Sam Gilliam: Existed Existing

Sam Gilliam: Existed Existing
12 November 2020
Sam Gilliam’s inaugural exhibition with the gallery, Existed Existing debuts new works and artist-led installations that reflect the culmination of his six-decade-long career with color.
The exhibition features three new bodies of work that include large-scale paintings, some titled as tributes to influential Black contemporary and historical figures; a series of geometric color-drenched wood objects; and monochromatic paintings on Japanese washi paper. Accompanying Existed Existing is a fully illustrated monograph that includes a new interview between the artist and curator Hans Ulrich Obrist, as well as commissioned essays by art historian and curator Courtney J. Martin and scholar and poet Fred Moten.
Gilliam’s new sculptural works take the form of geometric objects—pyramids, parallelograms, and circles made from stacked and stained plywood and aluminum. These new sculptures developed following Gilliam’s extended stay in Basel, Switzerland, for the installation of his exhibition at the Kunstmuseum Basel in 2018, where he noticed that the city’s population had grown more international through an influx of immigrants, primarily from Africa.
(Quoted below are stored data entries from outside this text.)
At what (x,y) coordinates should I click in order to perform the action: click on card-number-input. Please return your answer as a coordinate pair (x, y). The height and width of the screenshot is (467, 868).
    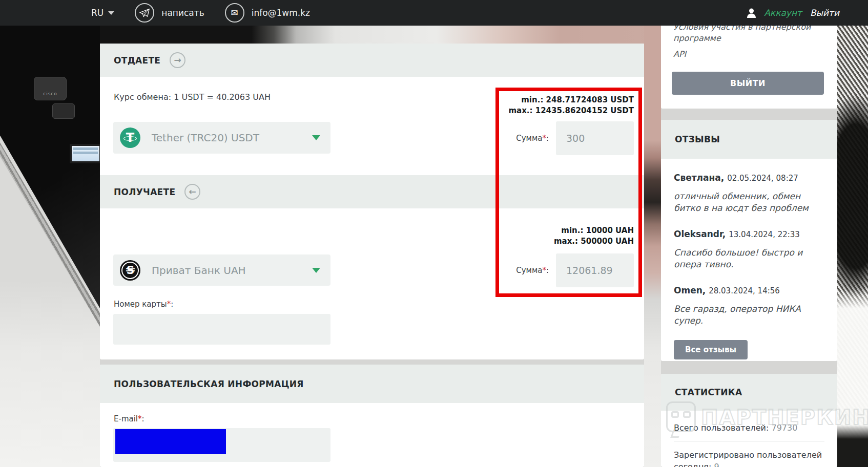
    Looking at the image, I should click on (222, 329).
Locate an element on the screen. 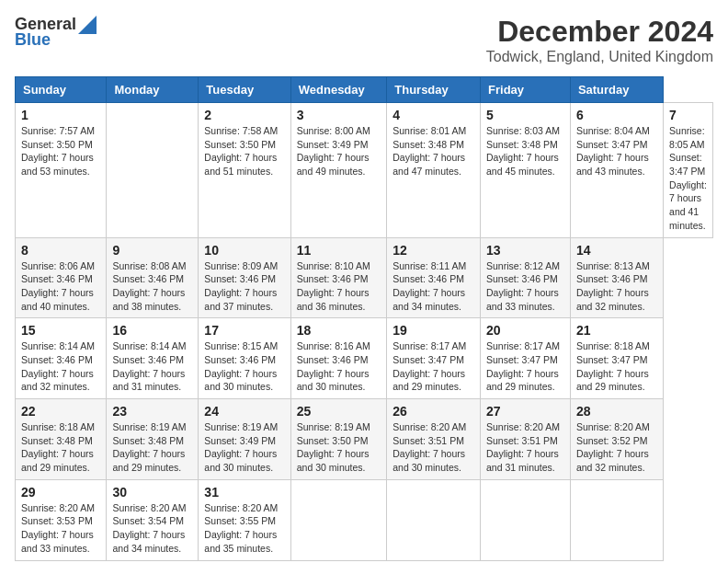  table-row: 26 Sunrise: 8:20 AM Sunset: 3:51 PM Dayl… is located at coordinates (434, 440).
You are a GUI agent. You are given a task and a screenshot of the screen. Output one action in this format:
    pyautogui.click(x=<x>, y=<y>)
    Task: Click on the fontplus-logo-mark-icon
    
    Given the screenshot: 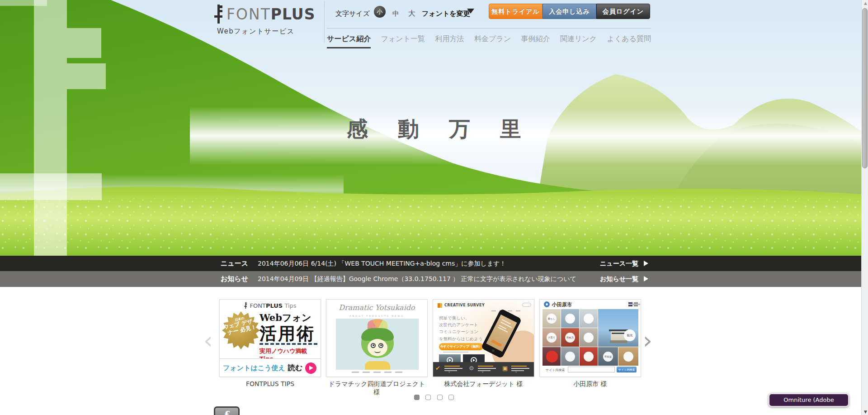 What is the action you would take?
    pyautogui.click(x=219, y=14)
    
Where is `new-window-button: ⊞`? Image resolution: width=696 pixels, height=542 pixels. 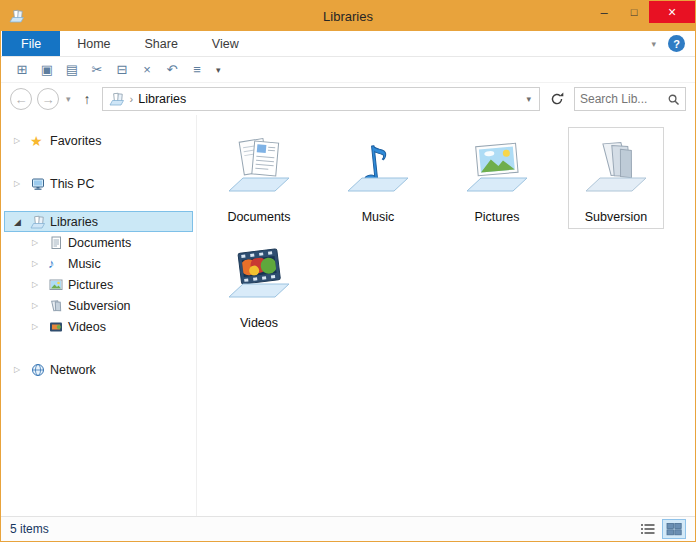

Inspired by this urban change and African influence, Gilliam returned to his studio and began to revisit the elemental forms of ancient African architecture.
At the center of the exhibition is a series of new large-scale paintings, measuring from six-by-eight feet to eight-by-twenty feet, that further meditate on the physicality of color. Several of these works pay homage to Gilliam’s Black heroes, from singer-songwriter Beyoncé and tennis player Serena Williams to Senator John Lewis, the late civil rights leader who passed away this year. Densely layered and mixed with sawdust and other detritus from the studio, Gilliam flings, spatters, and throws paint to create fields of color interrupted by impressions of the artist’s hand, the mark of a palette knife, or the traces of a garden rake dragged across the wet surface. Continuing his series of signature beveled-edge paintings, which began in the 1960s, these canvases at first appear to emerge from the wall toward the viewer. The density of the paintings at first disguises the depth of the canvas’s bevel, giving the illusion of flatness. As if offering an infinite space in their depth, each painting seems to oscillate between liquid and solid when viewed from different distances.